America's greenest cities, Here’s a surprising entry among America’s greenest cities: Jersey City, N.J.
That city across the Hudson River from New York was once known for fires burning from a landfill under the Pulaski Skyway, a three-mile metal bridge and highway linking the city and Newark, N.J. to the west. Three decades later, its air quality is still fairly poor, according to the American Lung Association’s State of the Air report.
Yet NerdWallet.com ranks it among America’s 10 greenest cities. Why? Public transit. At least 46% of workers living in Jersey City use public transit, it notes, second only to New York City’s 56%.
“We are still a diverse city of immigrants,” said Mayor Steven Fulop. “What has changed is we are building, we are developing, we are rapidly growing.”
Much of that development is oriented toward mass transit, he added.
NerdWallet based its rankings of the 150 largest cities in the U.S. on air quality, transportation, energy sources and housing density. So people living closer together, measured in this case by the percentage of residential buildings with 10 or more units, is good, while sprawl is bad. Solar use was a positive, while burning coal and wood was not.
The list also differs substantially from 2014, when NerdWallet used a narrowed set of criteria and examined only 95 cities. Then, Madison, Wis topped the list; this year it is No. 14. And Portland, Ore., the city that tops Travel & Leisure’s green list, comes in 17 here.

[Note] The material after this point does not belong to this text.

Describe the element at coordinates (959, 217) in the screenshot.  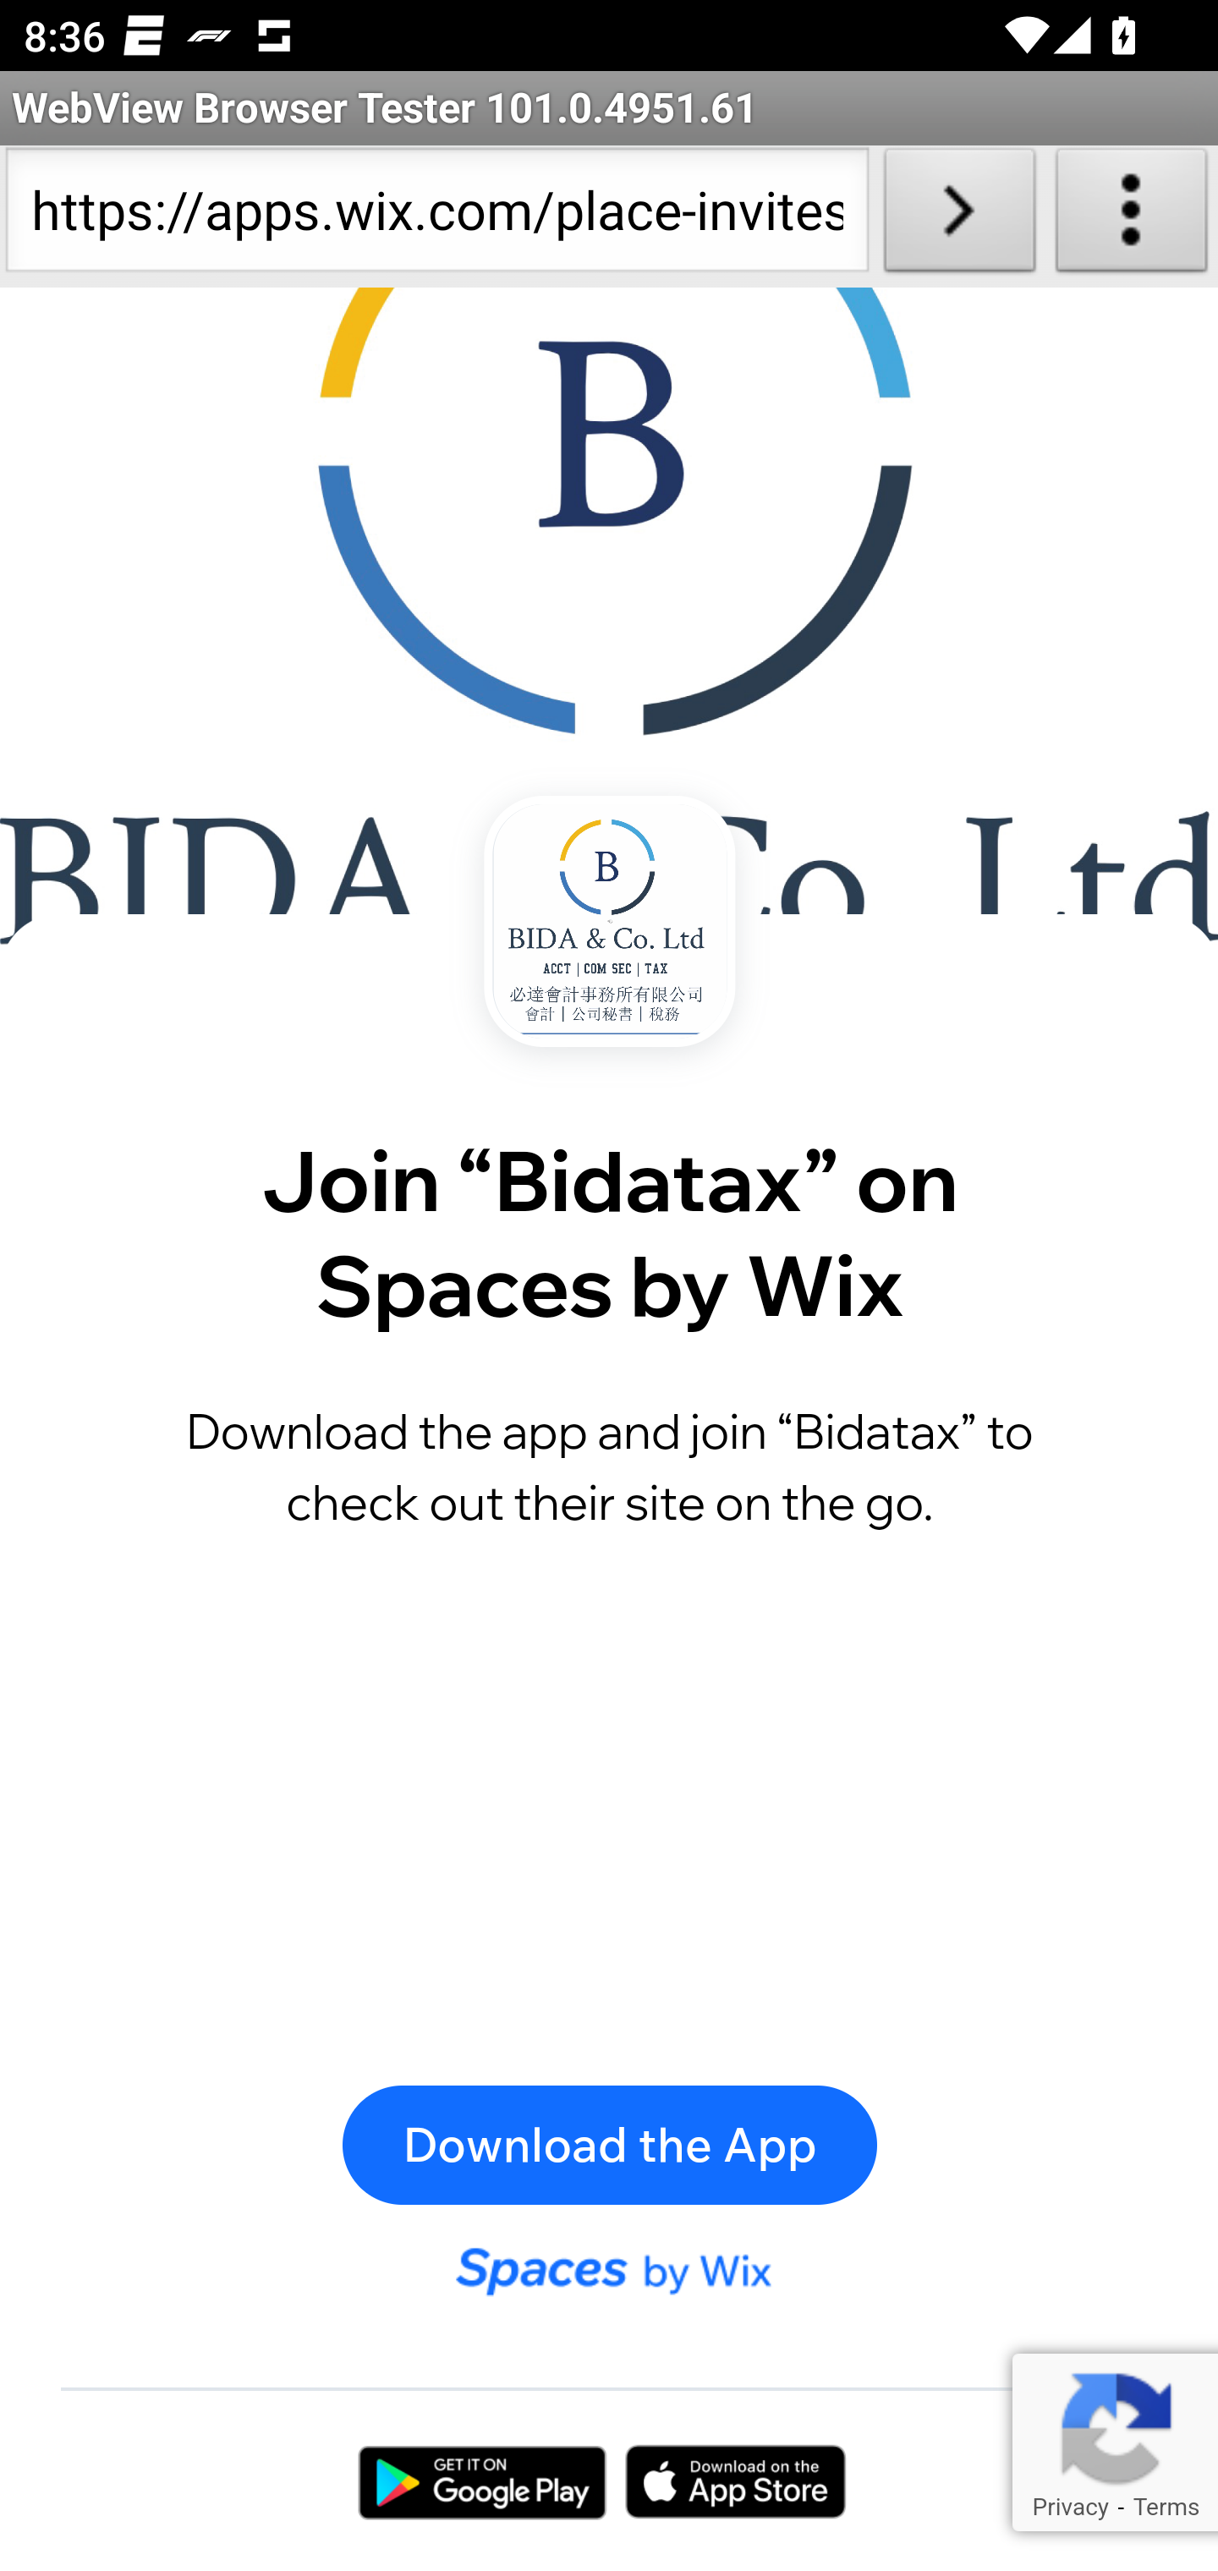
I see `Load URL` at that location.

The least green city on NerdWallet’s list? Fontana, Calif., a city of more than 200,000 on the eastern edge of the greater Los Angeles sprawl.
Yet NerdWallet.com ranks it among America’s 10 greenest cities. Why? Public transit. At least 46% of workers living in Jersey City use public transit, it notes, second only to New York City’s 56%.
“We are still a diverse city of immigrants,” said Mayor Steven Fulop. “What has changed is we are building, we are developing, we are rapidly growing.”
Much of that development is oriented toward mass transit, he added.
NerdWallet based its rankings of the 150 largest cities in the U.S. on air quality, transportation, energy sources and housing density. So people living closer together, measured in this case by the percentage of residential buildings with 10 or more units, is good, while sprawl is bad. Solar use was a positive, while burning coal and wood was not.
The list also differs substantially from 2014, when NerdWallet used a narrowed set of criteria and examined only 95 cities. Then, Madison, Wis topped the list; this year it is No. 14. And Portland, Ore., the city that tops Travel & Leisure’s green list, comes in 17 here.
The least green city on NerdWallet’s list? Fontana, Calif., a city of more than 200,000 on the eastern edge of the greater Los Angeles sprawl.